It’s Chimpicassoesque
But is it art?
CONGO, London Zoo’s three-year-old chimpanzee, known to millions as a TV personality, has retired from the public eye to settle down to the more serious and less public problems of married life. He shares a nice, semi-detached cage with his wives, Diane and Jenny.
In the past, many viewers will have seen him at work and play with Desmond Morris, who will shortly take up his new appointment as Curator of Mammals at the Zoo.
As an artist, Congo often painted pictures when appearing in Zoo Time, and today his name is almost as well-known internationally as that of Picasso.
In fact, Picasso himself has bought a Congo painting, and examples of his work are in the possession of the renowned biologist, Sir Julian Huxley, and the Director of London’s Natural History Museum, Sir Gavin de Beer. I, too, am the proud possessor of a “Congo.”
What is so special about the paintings of a young chimpanzee which has won both the interest and admiration of such great men as Picasso and Sir Julian, and the ridicule and condemnation of Sir Charles Wheeler, President of the Royal Academy? And what are his pictures all about? After all, there doesn’t seem to be much in them except a series of bold slashes and strokes of gay colour.
The fact remains, however, that Congo’s paintings are almost unique in world history. Only two or three other chimpanzees have ever done anything comparable, while none has produced such a sustained and progressive series of drawings and paintings as Congo has turned out during the past three years under the guidance of Desmond Morris.
It was soon evident to Morris that Congo possessed a highly developed sense of pictorial composition. Although the strokes of colour did not, of course, represent anything in particular, the overall effect of a completed Congo painting was one of a vigorously painted, brilliantly coloured design.
Just what I mean will be seen, at least so far as composition goes, if one considers our reproduction of a Congo painting. See how the dark strokes in the righthand corner balance the cluster of dark strokes on the left. That’s composition, and not even a President of the Royal Academy could do better!
On Thursday, in Granada’s People and Places, I’ll be showing some brand new film of Congo at work. In this, the obvious concentration and control which he puts into his painting will be seen. In the same programme. I will be discussing with John Cohen, Professor of Psychology in the University of Manchester, my exhibition, The Lost Image, which is on show at the Crane Gallery, Manchester, this month.
Why is it called The Lost Image? Until recent times the most important thing in painting was the image — a recognisable subject. That doesn’t mean that a painting should look like a photograph. But it does mean that you should be able to see what the artist is getting at — even if you don’t like it!
During the past few years a type of painting called Tachisme — from the French word “tacher,” meaning “to spot, splash or stain” — has arisen. Tachiste painters are at liberty to dribble and drip their paint on to a canvas laid flat on the floor; to throw it at a canvas and then, if they wish, to ride over it on bicycles, stamp on it, or set fire to it.
In fact, they can do anything at all that might help to produce, accidentally, some sort of interesting or attractive effect, devoid of any recognisable image. The Lost Image sets out to shame and explode the whole idea of Tachisme — or Action Painting, as it is also known — by showing how absurd, even lunatic, it is that an adult artist should try and work without an idea in his head, when even Congo and young Timothy Vaughan, aged three, whose “train” I also reproduce, appear to have something quite definite in mind. Timothy’s train is certainly no photograph, but the idea of the carriages and the engine puffing up its smoke, are quite clear.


Leaving the images out, output each entry below exactly.

[[ INFORMATION SUPPLIED open ]]

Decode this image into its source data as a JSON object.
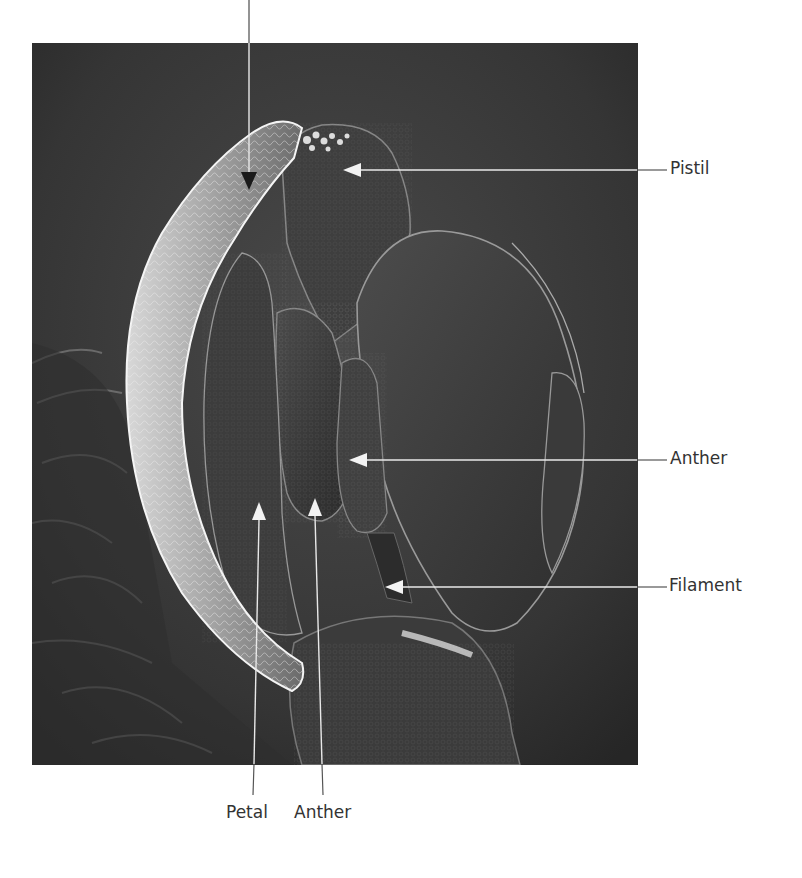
{
  "figure": {
    "labels": {
      "pistil": "Pistil",
      "anther_right": "Anther",
      "filament": "Filament",
      "petal": "Petal",
      "anther_bottom": "Anther"
    },
    "leader_line_color": "#e8e8e8",
    "leader_line_outside_color": "#555555",
    "top_arrow_color": "#1a1a1a"
  }
}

[[ INFORMATION SUPPLIED closed ]]

**EXERCISE SOLUTION**
Decode this image into its source data as a JSON object.
{
  "figure": {
    "labels": {
      "pistil": "Pistil",
      "anther_right": "Anther",
      "filament": "Filament",
      "petal": "Petal",
      "anther_bottom": "Anther"
    },
    "leader_line_color": "#e8e8e8",
    "leader_line_outside_color": "#555555",
    "top_arrow_color": "#1a1a1a"
  }
}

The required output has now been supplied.